29. FIRST QUESTION, DEALS WITH MAIN IDEA:
This article is mostly about
1. how the Appalachian Trail came to exist.
2. when people can visit the Appalachian Trail.
3. who hikes the most on the Appalachian
Trail.
4. why people work together on the
Appalachian Trail.
30. WHAT IF YOU ARE A FOURTH GRADER
Who knows nothing about hiking?
Doesn‟t know the Appalachians from the
Himalayans?
Doesn‟t know where Maine and Georgia are?
Can‟t grasp what “to enjoy nature” means?
31. RESEARCH FOUNDATIONS ARE WEAK
• For claims that scores on such tasks are
improved by practicing strategies such as
questioning the author or finding the main
idea
• Subject matter knowledge decisively trumps
formal skill in reading
• Proficiency at one reading comprehension
task does not predict success in another
32. READING COMPREHENSION IS DOMAIN SPECIFIC
Teaching students to read Shakespeare
will be unlikely to make them better at
reading geography texts or science texts
CCSS assigns responsibility for teaching literacy
to all academic teachers. Students are to
improve reading and writing science in science
class and reading and writing history in history
class.
33. FLORIDA TENTH-GRADE TEST
The origin of cotton is something of a mystery. There
is evidence that people in India and Central and
South America domesticated separate species of the
plant thousands of years ago. Archaeologists have
discovered fragments of cotton cloth more than 4,000 years
old in coastal Peru and at Mohenjo Daro in the Indus Valley.
By A.D. 1500, cotton had spread across the warmer regions
of the Americas, Eurasia, and Africa.

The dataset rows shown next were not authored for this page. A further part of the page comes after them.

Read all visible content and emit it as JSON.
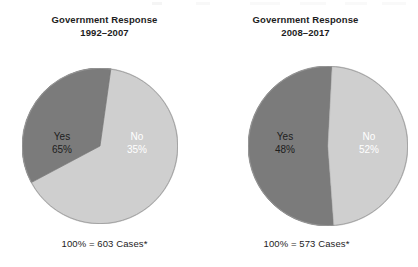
{
  "figure": {
    "width": 418,
    "height": 267,
    "background": "#ffffff"
  },
  "colors": {
    "slice_yes": "#cfcfcf",
    "slice_no": "#7b7b7b",
    "outline": "#8a8a8a",
    "text_dark": "#1d1d1d",
    "text_light": "#ffffff"
  },
  "panels": [
    {
      "title_line1": "Government Response",
      "title_line2": "1992–2007",
      "footnote": "100% = 603 Cases*",
      "slices": [
        {
          "label": "Yes",
          "pct_text": "65%",
          "value": 65,
          "color": "#cfcfcf",
          "label_color": "dark"
        },
        {
          "label": "No",
          "pct_text": "35%",
          "value": 35,
          "color": "#7b7b7b",
          "label_color": "light"
        }
      ]
    },
    {
      "title_line1": "Government Response",
      "title_line2": "2008–2017",
      "footnote": "100% = 573 Cases*",
      "slices": [
        {
          "label": "Yes",
          "pct_text": "48%",
          "value": 48,
          "color": "#cfcfcf",
          "label_color": "dark"
        },
        {
          "label": "No",
          "pct_text": "52%",
          "value": 52,
          "color": "#7b7b7b",
          "label_color": "light"
        }
      ]
    }
  ],
  "chart_data": [
    {
      "type": "pie",
      "title": "Government Response 1992–2007",
      "categories": [
        "Yes",
        "No"
      ],
      "values": [
        65,
        35
      ],
      "value_labels": [
        "65%",
        "35%"
      ],
      "total_label": "100% = 603 Cases*",
      "total_cases": 603,
      "colors": [
        "#cfcfcf",
        "#7b7b7b"
      ],
      "start_angle_deg": 8,
      "direction": "clockwise",
      "legend": "none",
      "grid": false,
      "labels_inside": true
    },
    {
      "type": "pie",
      "title": "Government Response 2008–2017",
      "categories": [
        "Yes",
        "No"
      ],
      "values": [
        48,
        52
      ],
      "value_labels": [
        "48%",
        "52%"
      ],
      "total_label": "100% = 573 Cases*",
      "total_cases": 573,
      "colors": [
        "#cfcfcf",
        "#7b7b7b"
      ],
      "start_angle_deg": 3,
      "direction": "clockwise",
      "legend": "none",
      "grid": false,
      "labels_inside": true
    }
  ]
}
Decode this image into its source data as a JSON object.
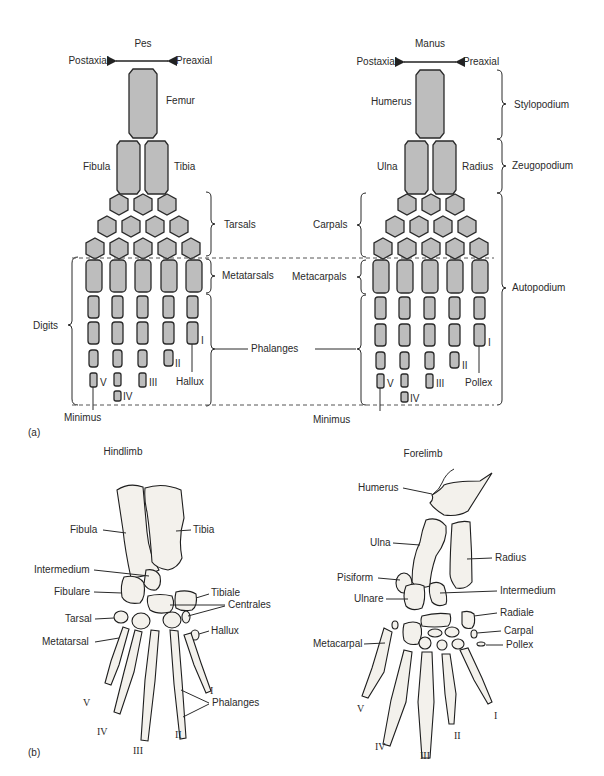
{
  "figure": {
    "part_a_label": "(a)",
    "part_b_label": "(b)",
    "part_a": {
      "pes": {
        "title": "Pes",
        "axis_left": "Postaxial",
        "axis_right": "Preaxial",
        "labels": {
          "femur": "Femur",
          "fibula": "Fibula",
          "tibia": "Tibia",
          "tarsals": "Tarsals",
          "metatarsals": "Metatarsals",
          "digits": "Digits",
          "hallux": "Hallux",
          "minimus": "Minimus"
        },
        "digit_numerals": [
          "I",
          "II",
          "III",
          "IV",
          "V"
        ]
      },
      "manus": {
        "title": "Manus",
        "axis_left": "Postaxial",
        "axis_right": "Preaxial",
        "labels": {
          "humerus": "Humerus",
          "ulna": "Ulna",
          "radius": "Radius",
          "carpals": "Carpals",
          "metacarpals": "Metacarpals",
          "pollex": "Pollex",
          "minimus": "Minimus"
        },
        "digit_numerals": [
          "I",
          "II",
          "III",
          "IV",
          "V"
        ]
      },
      "shared": {
        "phalanges": "Phalanges",
        "stylopodium": "Stylopodium",
        "zeugopodium": "Zeugopodium",
        "autopodium": "Autopodium"
      }
    },
    "part_b": {
      "hindlimb": {
        "title": "Hindlimb",
        "labels": {
          "fibula": "Fibula",
          "tibia": "Tibia",
          "intermedium": "Intermedium",
          "fibulare": "Fibulare",
          "tibiale": "Tibiale",
          "centrales": "Centrales",
          "tarsal": "Tarsal",
          "hallux": "Hallux",
          "metatarsal": "Metatarsal",
          "phalanges": "Phalanges"
        },
        "digit_numerals": [
          "I",
          "II",
          "III",
          "IV",
          "V"
        ]
      },
      "forelimb": {
        "title": "Forelimb",
        "labels": {
          "humerus": "Humerus",
          "ulna": "Ulna",
          "radius": "Radius",
          "pisiform": "Pisiform",
          "intermedium": "Intermedium",
          "ulnare": "Ulnare",
          "radiale": "Radiale",
          "carpal": "Carpal",
          "pollex": "Pollex",
          "metacarpal": "Metacarpal"
        },
        "digit_numerals": [
          "I",
          "II",
          "III",
          "IV",
          "V"
        ]
      }
    }
  },
  "colors": {
    "bone_fill": "#bdbdbd",
    "outline": "#2a2a2a",
    "background": "#ffffff"
  }
}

Today cotton is
the world‟s major nonfood crop, providing half of all
textiles. In 1992, 80 countries produced a total of 83 million
bales, or almost 40 billion pounds. The business
revenue generated--some 50 billion dollars in the United
States alone -is greater than that of any otler field crop.
Most of the five billion pounds that U.S. mills spin and
weave into fabric each year ends up as clothing.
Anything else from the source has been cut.